2. Signals and predictions: the data the system uses
Facebook’s ranking systems rely on thousands of signals — who posted, the type of content, when it was published, how the user has interacted with similar posts, and how others engaged with the item — to make personalized predictions about whether a user will like, comment, watch or share a post [1] [8] [9]. Viewing time, whether someone taps “Show more,” and patterns of past engagement feed machine‑learning models that produce per‑post prediction scores [9] [4]. Different surfaces (Feed, Reels, Groups) weight signals differently; Reels emphasize watch time and sharing, while Groups honor common interests and participation [6] [7].
3. Relevance scores and ranking: how the feed is ordered
After scoring candidate items the platform ranks them by an overall relevance or “ranking” score so the highest‑predicted value content appears first; Meta describes this as showing “posts the system predicts will provide more value for you” higher in the Feed [10] [8]. Facebook also injects variety — mixing types of posts so users don’t see several of the same format in a row — and will demote content that violates community standards or that its models label as clickbait or low‑quality [10] [11].

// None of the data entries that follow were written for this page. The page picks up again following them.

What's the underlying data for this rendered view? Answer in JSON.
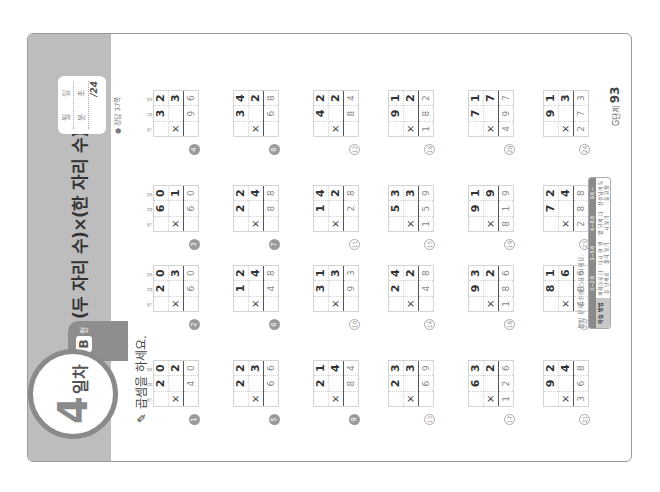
{
  "page": {
    "day_number": "4",
    "day_label": "일차",
    "level_badge": "B",
    "level_suffix": "형",
    "title": "(두 자리 수)×(한 자리 수)(1)",
    "date_box": {
      "month_label": "월",
      "day_label": "일",
      "minute_label": "분",
      "second_label": "초",
      "score": "/24"
    },
    "answer_reference": "● 정답 37쪽",
    "instruction": "곱셈을 하세요.",
    "place_labels": [
      "백",
      "십",
      "일"
    ],
    "problems": [
      {
        "num": "1",
        "a": [
          "",
          "2",
          "0"
        ],
        "b": [
          "×",
          "",
          "2"
        ],
        "ans": [
          "",
          "4",
          "0"
        ]
      },
      {
        "num": "2",
        "a": [
          "",
          "2",
          "0"
        ],
        "b": [
          "×",
          "",
          "3"
        ],
        "ans": [
          "",
          "6",
          "0"
        ]
      },
      {
        "num": "3",
        "a": [
          "",
          "6",
          "0"
        ],
        "b": [
          "×",
          "",
          "1"
        ],
        "ans": [
          "",
          "6",
          "0"
        ]
      },
      {
        "num": "4",
        "a": [
          "",
          "3",
          "2"
        ],
        "b": [
          "×",
          "",
          "3"
        ],
        "ans": [
          "",
          "9",
          "6"
        ]
      },
      {
        "num": "5",
        "a": [
          "",
          "2",
          "2"
        ],
        "b": [
          "×",
          "",
          "3"
        ],
        "ans": [
          "",
          "6",
          "6"
        ]
      },
      {
        "num": "6",
        "a": [
          "",
          "1",
          "2"
        ],
        "b": [
          "×",
          "",
          "4"
        ],
        "ans": [
          "",
          "4",
          "8"
        ]
      },
      {
        "num": "7",
        "a": [
          "",
          "2",
          "2"
        ],
        "b": [
          "×",
          "",
          "4"
        ],
        "ans": [
          "",
          "8",
          "8"
        ]
      },
      {
        "num": "8",
        "a": [
          "",
          "3",
          "4"
        ],
        "b": [
          "×",
          "",
          "2"
        ],
        "ans": [
          "",
          "6",
          "8"
        ]
      },
      {
        "num": "9",
        "a": [
          "",
          "2",
          "1"
        ],
        "b": [
          "×",
          "",
          "4"
        ],
        "ans": [
          "",
          "8",
          "4"
        ]
      },
      {
        "num": "10",
        "a": [
          "",
          "3",
          "1"
        ],
        "b": [
          "×",
          "",
          "3"
        ],
        "ans": [
          "",
          "9",
          "3"
        ]
      },
      {
        "num": "11",
        "a": [
          "",
          "1",
          "4"
        ],
        "b": [
          "×",
          "",
          "2"
        ],
        "ans": [
          "",
          "2",
          "8"
        ]
      },
      {
        "num": "12",
        "a": [
          "",
          "4",
          "2"
        ],
        "b": [
          "×",
          "",
          "2"
        ],
        "ans": [
          "",
          "8",
          "4"
        ]
      },
      {
        "num": "13",
        "a": [
          "",
          "2",
          "3"
        ],
        "b": [
          "×",
          "",
          "3"
        ],
        "ans": [
          "",
          "6",
          "9"
        ]
      },
      {
        "num": "14",
        "a": [
          "",
          "2",
          "4"
        ],
        "b": [
          "×",
          "",
          "2"
        ],
        "ans": [
          "",
          "4",
          "8"
        ]
      },
      {
        "num": "15",
        "a": [
          "",
          "5",
          "3"
        ],
        "b": [
          "×",
          "",
          "3"
        ],
        "ans": [
          "1",
          "5",
          "9"
        ]
      },
      {
        "num": "16",
        "a": [
          "",
          "9",
          "1"
        ],
        "b": [
          "×",
          "",
          "2"
        ],
        "ans": [
          "1",
          "8",
          "2"
        ]
      },
      {
        "num": "17",
        "a": [
          "",
          "6",
          "3"
        ],
        "b": [
          "×",
          "",
          "2"
        ],
        "ans": [
          "1",
          "2",
          "6"
        ]
      },
      {
        "num": "18",
        "a": [
          "",
          "9",
          "3"
        ],
        "b": [
          "×",
          "",
          "2"
        ],
        "ans": [
          "1",
          "8",
          "6"
        ]
      },
      {
        "num": "19",
        "a": [
          "",
          "9",
          "1"
        ],
        "b": [
          "×",
          "",
          "9"
        ],
        "ans": [
          "8",
          "1",
          "9"
        ]
      },
      {
        "num": "20",
        "a": [
          "",
          "7",
          "1"
        ],
        "b": [
          "×",
          "",
          "7"
        ],
        "ans": [
          "4",
          "9",
          "7"
        ]
      },
      {
        "num": "21",
        "a": [
          "",
          "9",
          "2"
        ],
        "b": [
          "×",
          "",
          "4"
        ],
        "ans": [
          "3",
          "6",
          "8"
        ]
      },
      {
        "num": "22",
        "a": [
          "",
          "8",
          "1"
        ],
        "b": [
          "×",
          "",
          "6"
        ],
        "ans": [
          "4",
          "8",
          "6"
        ]
      },
      {
        "num": "23",
        "a": [
          "",
          "7",
          "2"
        ],
        "b": [
          "×",
          "",
          "4"
        ],
        "ans": [
          "2",
          "8",
          "8"
        ]
      },
      {
        "num": "24",
        "a": [
          "",
          "9",
          "1"
        ],
        "b": [
          "×",
          "",
          "3"
        ],
        "ans": [
          "2",
          "7",
          "3"
        ]
      }
    ],
    "footer": {
      "legend_caption": "틀린 문제 수에 ○표 하세요.",
      "legend": [
        {
          "head": "",
          "body": "학습 방법"
        },
        {
          "head": "0~2개",
          "body": "계획대로 다음 단계로"
        },
        {
          "head": "3~5개",
          "body": "다시 한 번 풀어 보기"
        },
        {
          "head": "6~8개",
          "body": "앞 단계 다시 보기"
        },
        {
          "head": "9개~",
          "body": "선생님께 도움 요청"
        }
      ],
      "book_label": "G단계",
      "page_number": "93"
    }
  }
}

4. User controls, transparency and the feedback loop
Users influence what they see through direct signals like reacting, commenting, saving, or using Show more / Show less and Hide controls — those explicit choices increase or decrease ranking scores and train the system [4] [8]. Facebook has added features to explain why ads appear and to let users adjust preferences, but the company retains substantial discretion in how signals are weighed, and only Facebook knows the full internal weighting and model details [4] [5].

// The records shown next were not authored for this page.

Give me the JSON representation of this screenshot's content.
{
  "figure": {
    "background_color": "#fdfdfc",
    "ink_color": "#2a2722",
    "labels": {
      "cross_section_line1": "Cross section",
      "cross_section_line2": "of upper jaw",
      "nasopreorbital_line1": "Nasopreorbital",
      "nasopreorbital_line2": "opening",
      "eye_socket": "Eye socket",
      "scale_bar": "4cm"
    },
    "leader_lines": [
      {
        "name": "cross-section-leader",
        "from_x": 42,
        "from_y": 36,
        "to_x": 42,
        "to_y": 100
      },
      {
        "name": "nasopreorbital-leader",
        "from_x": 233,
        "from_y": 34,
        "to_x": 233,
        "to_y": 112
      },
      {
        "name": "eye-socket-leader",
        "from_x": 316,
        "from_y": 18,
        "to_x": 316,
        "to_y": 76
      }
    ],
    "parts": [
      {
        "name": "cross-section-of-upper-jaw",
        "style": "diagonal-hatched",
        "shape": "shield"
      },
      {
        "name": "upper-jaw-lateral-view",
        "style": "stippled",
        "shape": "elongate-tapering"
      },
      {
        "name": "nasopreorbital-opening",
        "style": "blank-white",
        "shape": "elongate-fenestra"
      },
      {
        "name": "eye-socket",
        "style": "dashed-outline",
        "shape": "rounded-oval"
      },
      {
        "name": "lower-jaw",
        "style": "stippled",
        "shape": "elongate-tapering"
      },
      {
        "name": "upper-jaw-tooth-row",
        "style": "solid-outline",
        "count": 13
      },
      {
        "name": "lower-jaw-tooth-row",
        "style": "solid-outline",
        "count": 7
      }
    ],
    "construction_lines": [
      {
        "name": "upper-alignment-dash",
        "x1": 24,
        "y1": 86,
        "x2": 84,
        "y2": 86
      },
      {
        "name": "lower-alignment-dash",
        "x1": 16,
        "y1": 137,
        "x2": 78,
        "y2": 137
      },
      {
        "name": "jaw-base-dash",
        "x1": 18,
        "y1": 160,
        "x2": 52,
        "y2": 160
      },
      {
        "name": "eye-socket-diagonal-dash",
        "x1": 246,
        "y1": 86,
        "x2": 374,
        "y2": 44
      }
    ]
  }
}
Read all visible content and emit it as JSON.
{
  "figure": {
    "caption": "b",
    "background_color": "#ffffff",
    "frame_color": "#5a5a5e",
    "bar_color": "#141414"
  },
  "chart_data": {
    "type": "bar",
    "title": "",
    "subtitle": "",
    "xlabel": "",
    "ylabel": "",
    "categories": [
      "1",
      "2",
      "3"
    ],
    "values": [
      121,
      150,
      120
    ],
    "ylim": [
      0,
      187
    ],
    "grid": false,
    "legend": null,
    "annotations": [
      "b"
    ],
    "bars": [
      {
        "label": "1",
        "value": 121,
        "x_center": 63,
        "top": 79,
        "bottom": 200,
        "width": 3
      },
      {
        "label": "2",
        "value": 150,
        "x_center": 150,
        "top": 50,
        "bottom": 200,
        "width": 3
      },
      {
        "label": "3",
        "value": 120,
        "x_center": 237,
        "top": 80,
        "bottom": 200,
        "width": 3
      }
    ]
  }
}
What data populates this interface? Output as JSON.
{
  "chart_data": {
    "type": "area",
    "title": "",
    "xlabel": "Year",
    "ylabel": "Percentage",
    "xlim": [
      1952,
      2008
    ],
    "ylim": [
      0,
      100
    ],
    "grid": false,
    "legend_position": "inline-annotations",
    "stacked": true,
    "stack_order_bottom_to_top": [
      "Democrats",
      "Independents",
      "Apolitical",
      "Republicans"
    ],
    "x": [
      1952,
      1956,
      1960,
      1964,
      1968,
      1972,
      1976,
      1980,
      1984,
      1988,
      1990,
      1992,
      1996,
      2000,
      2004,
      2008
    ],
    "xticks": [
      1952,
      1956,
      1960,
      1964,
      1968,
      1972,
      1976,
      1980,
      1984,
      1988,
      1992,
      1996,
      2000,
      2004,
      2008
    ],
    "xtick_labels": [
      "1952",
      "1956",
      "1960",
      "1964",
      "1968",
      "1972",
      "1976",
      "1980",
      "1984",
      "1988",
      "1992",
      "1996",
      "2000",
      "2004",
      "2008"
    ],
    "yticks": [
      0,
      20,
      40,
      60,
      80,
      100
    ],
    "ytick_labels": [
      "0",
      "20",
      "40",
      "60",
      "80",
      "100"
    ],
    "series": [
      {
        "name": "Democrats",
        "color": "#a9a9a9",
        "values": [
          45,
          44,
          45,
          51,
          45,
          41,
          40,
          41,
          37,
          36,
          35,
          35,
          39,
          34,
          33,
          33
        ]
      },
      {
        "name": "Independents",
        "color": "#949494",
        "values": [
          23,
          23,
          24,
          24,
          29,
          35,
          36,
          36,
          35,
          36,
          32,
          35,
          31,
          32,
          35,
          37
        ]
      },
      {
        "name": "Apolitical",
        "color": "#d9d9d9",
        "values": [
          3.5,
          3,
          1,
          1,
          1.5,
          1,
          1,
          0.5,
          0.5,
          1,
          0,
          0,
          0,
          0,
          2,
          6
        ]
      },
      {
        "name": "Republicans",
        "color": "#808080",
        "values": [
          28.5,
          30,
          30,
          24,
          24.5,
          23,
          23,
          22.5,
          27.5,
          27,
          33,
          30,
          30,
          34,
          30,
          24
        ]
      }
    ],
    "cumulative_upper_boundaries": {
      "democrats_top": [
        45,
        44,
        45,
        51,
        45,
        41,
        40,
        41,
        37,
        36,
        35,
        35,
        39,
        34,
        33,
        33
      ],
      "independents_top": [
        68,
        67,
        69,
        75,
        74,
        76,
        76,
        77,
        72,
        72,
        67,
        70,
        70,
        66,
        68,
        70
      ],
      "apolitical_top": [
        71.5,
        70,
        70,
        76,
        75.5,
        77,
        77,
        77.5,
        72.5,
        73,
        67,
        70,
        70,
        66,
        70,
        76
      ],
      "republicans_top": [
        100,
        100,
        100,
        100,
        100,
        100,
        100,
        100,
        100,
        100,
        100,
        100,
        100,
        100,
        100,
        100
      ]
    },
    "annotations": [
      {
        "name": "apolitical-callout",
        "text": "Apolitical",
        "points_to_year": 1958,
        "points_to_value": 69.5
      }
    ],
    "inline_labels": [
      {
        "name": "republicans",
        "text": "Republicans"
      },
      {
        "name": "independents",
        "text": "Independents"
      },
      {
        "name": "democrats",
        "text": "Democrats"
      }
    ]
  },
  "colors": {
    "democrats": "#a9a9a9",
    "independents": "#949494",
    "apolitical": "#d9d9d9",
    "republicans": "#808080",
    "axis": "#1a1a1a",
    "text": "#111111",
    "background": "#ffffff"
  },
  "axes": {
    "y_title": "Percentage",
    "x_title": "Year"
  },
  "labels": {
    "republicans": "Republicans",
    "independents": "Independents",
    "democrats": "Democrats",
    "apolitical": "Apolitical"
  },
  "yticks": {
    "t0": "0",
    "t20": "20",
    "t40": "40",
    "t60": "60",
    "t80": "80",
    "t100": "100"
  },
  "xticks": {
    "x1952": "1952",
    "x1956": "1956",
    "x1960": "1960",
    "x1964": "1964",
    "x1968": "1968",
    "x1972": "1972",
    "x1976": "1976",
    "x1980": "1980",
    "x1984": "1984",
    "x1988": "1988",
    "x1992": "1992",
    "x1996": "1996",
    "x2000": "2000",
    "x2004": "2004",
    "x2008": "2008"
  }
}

5. Commercial incentives, discovery and the limits of public reporting
The system balances personal relevance with product and commercial goals: more engaging content keeps people on the platform, and ads are personalized based on engagement history and external data shared by businesses, which affects what a user sees alongside organic posts [4] [12]. Independent reporting and vendor guides emphasize the same core mechanics but are often written for marketers and reflect an incentive to teach creators how to “beat” the system; the exact internal models, weightings and how Meta balances civic‑value tradeoffs are not fully disclosed in public sources cited here [5] [12].

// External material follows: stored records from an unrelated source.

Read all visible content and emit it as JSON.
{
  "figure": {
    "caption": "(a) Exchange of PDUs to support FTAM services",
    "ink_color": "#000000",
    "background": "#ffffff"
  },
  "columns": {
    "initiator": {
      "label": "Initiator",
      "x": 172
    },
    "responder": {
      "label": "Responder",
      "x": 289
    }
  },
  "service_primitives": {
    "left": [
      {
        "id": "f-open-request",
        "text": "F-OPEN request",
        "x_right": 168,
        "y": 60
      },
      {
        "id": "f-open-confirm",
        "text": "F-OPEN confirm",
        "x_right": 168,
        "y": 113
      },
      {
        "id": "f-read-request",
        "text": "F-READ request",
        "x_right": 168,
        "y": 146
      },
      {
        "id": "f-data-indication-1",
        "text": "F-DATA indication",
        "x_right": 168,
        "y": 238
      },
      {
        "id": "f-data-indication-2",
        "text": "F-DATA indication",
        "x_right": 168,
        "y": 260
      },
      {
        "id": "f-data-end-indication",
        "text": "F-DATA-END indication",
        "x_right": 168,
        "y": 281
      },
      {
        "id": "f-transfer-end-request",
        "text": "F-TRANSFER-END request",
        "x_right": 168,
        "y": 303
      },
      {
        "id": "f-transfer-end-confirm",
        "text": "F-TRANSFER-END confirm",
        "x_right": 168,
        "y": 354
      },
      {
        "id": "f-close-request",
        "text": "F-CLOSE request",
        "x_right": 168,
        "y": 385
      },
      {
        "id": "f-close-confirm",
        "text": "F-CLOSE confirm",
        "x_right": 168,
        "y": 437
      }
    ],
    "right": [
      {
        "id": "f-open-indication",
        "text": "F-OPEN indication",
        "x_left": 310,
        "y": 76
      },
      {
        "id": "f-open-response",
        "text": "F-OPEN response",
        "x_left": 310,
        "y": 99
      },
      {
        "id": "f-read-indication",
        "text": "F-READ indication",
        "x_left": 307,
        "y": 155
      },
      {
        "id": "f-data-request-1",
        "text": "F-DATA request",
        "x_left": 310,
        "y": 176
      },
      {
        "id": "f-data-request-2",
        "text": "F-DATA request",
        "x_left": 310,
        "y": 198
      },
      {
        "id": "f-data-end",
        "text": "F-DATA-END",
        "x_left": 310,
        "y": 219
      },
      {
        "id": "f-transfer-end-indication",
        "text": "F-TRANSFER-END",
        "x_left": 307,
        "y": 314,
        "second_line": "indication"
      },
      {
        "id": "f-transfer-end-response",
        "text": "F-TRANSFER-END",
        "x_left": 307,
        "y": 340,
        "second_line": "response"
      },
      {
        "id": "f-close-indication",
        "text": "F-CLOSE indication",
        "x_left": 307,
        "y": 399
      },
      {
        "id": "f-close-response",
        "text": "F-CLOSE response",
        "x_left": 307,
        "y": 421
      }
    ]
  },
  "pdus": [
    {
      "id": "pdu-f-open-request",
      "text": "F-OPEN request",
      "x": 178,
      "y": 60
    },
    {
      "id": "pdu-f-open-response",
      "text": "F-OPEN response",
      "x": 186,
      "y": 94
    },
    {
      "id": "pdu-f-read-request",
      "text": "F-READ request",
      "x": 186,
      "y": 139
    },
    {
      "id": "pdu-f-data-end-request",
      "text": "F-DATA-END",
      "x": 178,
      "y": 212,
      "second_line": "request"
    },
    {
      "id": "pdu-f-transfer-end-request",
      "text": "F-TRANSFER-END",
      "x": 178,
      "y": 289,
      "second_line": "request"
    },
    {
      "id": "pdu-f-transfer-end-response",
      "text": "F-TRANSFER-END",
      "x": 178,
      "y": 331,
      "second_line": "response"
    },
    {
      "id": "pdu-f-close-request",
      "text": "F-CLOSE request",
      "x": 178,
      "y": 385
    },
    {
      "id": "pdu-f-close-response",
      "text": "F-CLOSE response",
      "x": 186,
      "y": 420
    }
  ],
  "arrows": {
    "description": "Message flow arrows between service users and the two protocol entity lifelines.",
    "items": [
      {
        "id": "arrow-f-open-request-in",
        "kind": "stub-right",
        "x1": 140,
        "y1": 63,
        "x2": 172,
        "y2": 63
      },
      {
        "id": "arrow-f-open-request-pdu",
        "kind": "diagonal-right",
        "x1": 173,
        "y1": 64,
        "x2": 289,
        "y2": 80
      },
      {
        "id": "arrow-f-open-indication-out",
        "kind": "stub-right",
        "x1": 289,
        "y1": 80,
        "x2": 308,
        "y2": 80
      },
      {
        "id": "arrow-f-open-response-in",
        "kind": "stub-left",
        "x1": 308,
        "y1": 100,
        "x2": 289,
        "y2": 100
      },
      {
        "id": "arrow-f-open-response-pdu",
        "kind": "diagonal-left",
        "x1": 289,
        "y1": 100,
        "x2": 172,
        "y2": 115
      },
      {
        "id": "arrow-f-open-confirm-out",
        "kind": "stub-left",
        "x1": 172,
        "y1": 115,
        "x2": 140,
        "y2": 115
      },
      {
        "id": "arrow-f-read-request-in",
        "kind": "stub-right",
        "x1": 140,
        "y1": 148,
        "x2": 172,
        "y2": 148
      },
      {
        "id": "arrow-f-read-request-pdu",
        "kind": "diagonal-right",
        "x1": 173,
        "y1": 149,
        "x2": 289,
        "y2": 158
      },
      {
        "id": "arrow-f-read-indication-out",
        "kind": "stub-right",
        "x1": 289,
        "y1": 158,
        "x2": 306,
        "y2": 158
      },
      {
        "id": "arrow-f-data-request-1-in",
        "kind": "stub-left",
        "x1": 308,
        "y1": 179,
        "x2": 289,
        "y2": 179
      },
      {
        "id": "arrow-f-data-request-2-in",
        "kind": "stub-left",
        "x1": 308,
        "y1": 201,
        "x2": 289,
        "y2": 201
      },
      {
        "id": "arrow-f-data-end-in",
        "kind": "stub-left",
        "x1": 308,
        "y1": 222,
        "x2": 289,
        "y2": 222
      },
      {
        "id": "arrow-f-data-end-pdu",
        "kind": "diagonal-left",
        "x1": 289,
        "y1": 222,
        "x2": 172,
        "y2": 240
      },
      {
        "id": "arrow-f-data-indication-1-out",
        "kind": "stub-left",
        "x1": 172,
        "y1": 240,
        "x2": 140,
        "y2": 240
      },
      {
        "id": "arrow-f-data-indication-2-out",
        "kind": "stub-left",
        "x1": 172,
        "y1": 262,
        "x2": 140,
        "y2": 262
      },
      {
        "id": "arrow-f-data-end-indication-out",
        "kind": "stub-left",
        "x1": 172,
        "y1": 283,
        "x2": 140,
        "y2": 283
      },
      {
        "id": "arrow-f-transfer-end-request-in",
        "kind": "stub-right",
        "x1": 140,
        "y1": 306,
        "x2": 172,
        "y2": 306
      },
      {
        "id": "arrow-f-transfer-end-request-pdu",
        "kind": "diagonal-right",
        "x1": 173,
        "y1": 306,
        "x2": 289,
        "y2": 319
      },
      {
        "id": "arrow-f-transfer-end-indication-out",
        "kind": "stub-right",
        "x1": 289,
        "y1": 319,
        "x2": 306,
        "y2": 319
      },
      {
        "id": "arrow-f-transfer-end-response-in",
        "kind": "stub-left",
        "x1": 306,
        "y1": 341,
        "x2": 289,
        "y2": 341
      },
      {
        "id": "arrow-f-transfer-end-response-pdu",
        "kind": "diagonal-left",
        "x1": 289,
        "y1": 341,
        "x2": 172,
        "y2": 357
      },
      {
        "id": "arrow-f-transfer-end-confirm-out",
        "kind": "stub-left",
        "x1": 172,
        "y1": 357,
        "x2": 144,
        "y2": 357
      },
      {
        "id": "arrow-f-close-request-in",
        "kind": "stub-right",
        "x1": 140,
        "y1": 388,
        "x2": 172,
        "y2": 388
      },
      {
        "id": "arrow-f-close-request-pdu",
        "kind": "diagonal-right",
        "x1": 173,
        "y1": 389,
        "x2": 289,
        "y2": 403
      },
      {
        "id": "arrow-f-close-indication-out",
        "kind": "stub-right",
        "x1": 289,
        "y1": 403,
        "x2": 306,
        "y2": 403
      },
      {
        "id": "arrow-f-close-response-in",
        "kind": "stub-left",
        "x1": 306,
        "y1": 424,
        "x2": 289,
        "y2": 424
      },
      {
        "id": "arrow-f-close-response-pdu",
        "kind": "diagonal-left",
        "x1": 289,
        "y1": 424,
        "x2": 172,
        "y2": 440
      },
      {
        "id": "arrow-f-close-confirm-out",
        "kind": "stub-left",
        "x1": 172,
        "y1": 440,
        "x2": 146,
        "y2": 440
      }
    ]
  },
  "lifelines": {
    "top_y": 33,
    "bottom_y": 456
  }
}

6. What to expect in practice and where questions remain
Practically, expect a personalized mix that favors content you engage with, formats you prefer (more photos if you like photos, more Reels if you watch Reels), and posts that spark interactions among connections, while discovery features will surface material from outside your circle [13] [6] [5]. Reporting and platform documentation converge on the basic pipeline — inventory, signals, predictions, ranking — but do not reveal exact algorithmic weights or the internal tradeoffs Meta makes when “value” to users conflicts with business objectives, leaving a gap between public guidance and full transparency [1] [11].